Friday, February 27, 2015

The ECB QE thing seems bizarre

The European Bank intends to buy bonds on the open market, they think it increases inflation.  Private investment banks are not selling because they carry high yield bonds, purchased from Euro governments when rates were high.  These are worth too much now that deflation has set in and rates are low.

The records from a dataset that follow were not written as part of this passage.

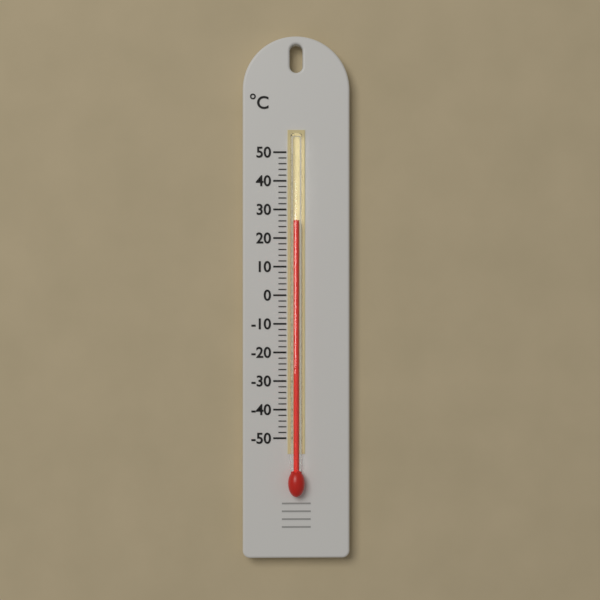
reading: 26 °C
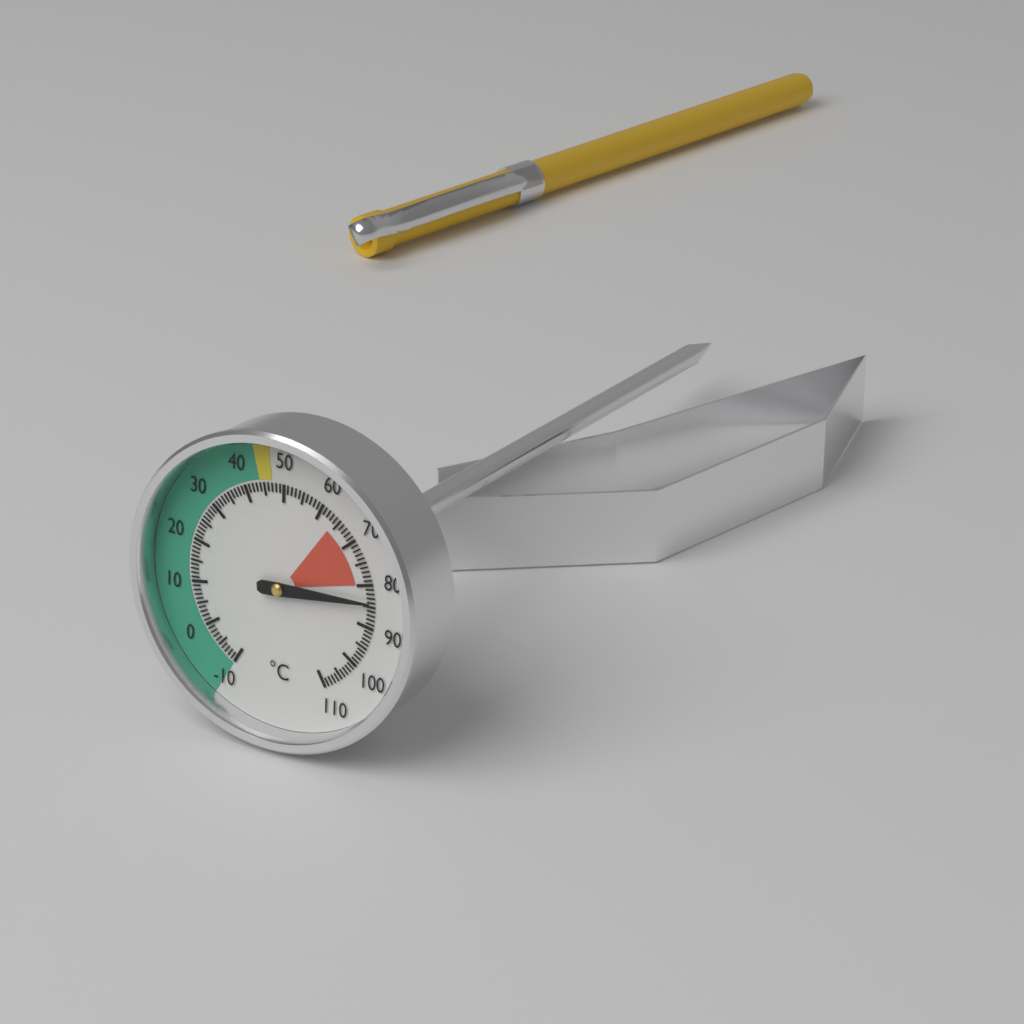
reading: 84 °C
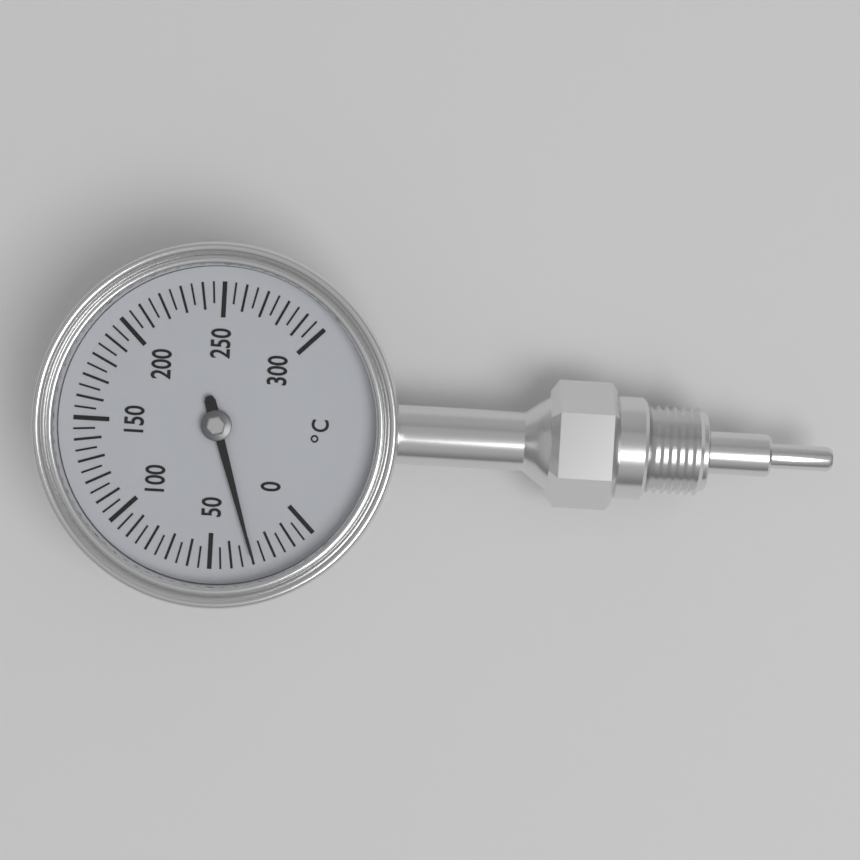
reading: 30 °C
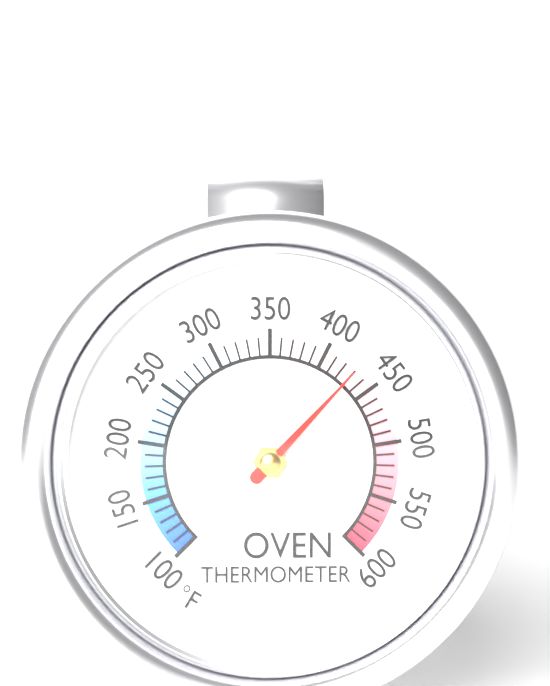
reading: 430 °F
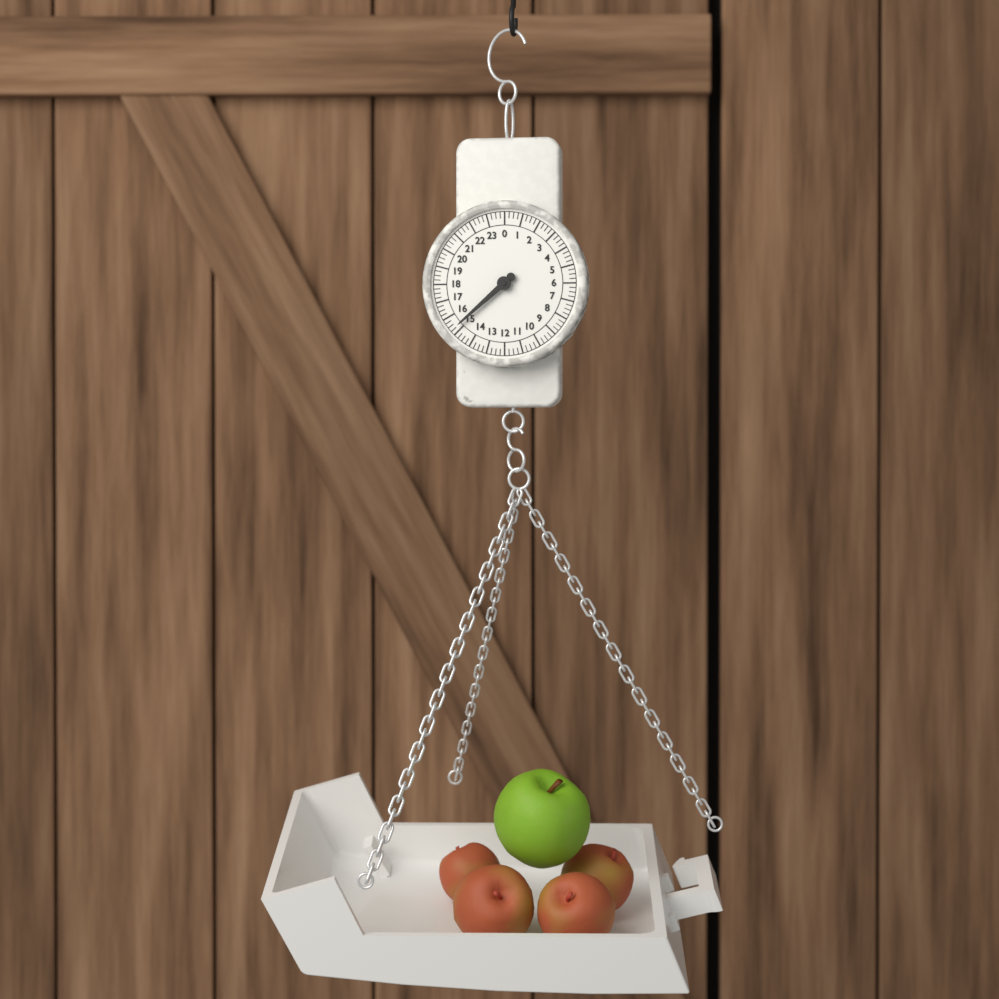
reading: 15.25 (no unit)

So who is going to sell the ECB bonds?

Governments, of course, the same governments who own the ECB by the way. One of these governments, Germany is running a surplus and has no need to sell bonds.  The other would love to get bonds at subsidized rates. The ECB intends to sell these to countries based on GDP and population. That ratio is likely to be the same as the ratio by which governments own the ECB, here:

Deutsche Bundesbank (Germany) 17.9973
Banco de España (Spain) 8.8409
Banque de France (France) 14.1792
Banca d'Italia (Italy) 12.3108


So the buyers and sellers sit at the same table, in proportion. Are they going to just set the rate to zero and take their share of the ink and paper? What a game this is going to be.  Germany will easily agree to let Italy have some of its share, for a rate above zero, since Germany then earns the rate in proportion. The net result being that Germany ends up taking 18% of all the interest rate subsidies, at market rates. These will be long bonds, so Germany's share becomes a savings account, paying something like 2%.  The other governments end up with loan rates at something like .5%, with retained earnings; still a good deal.

What will Spain, France and Italy do with the money? Benefits to pay off the leftist anti-euro parties, which is almost certainly a deflationary investment.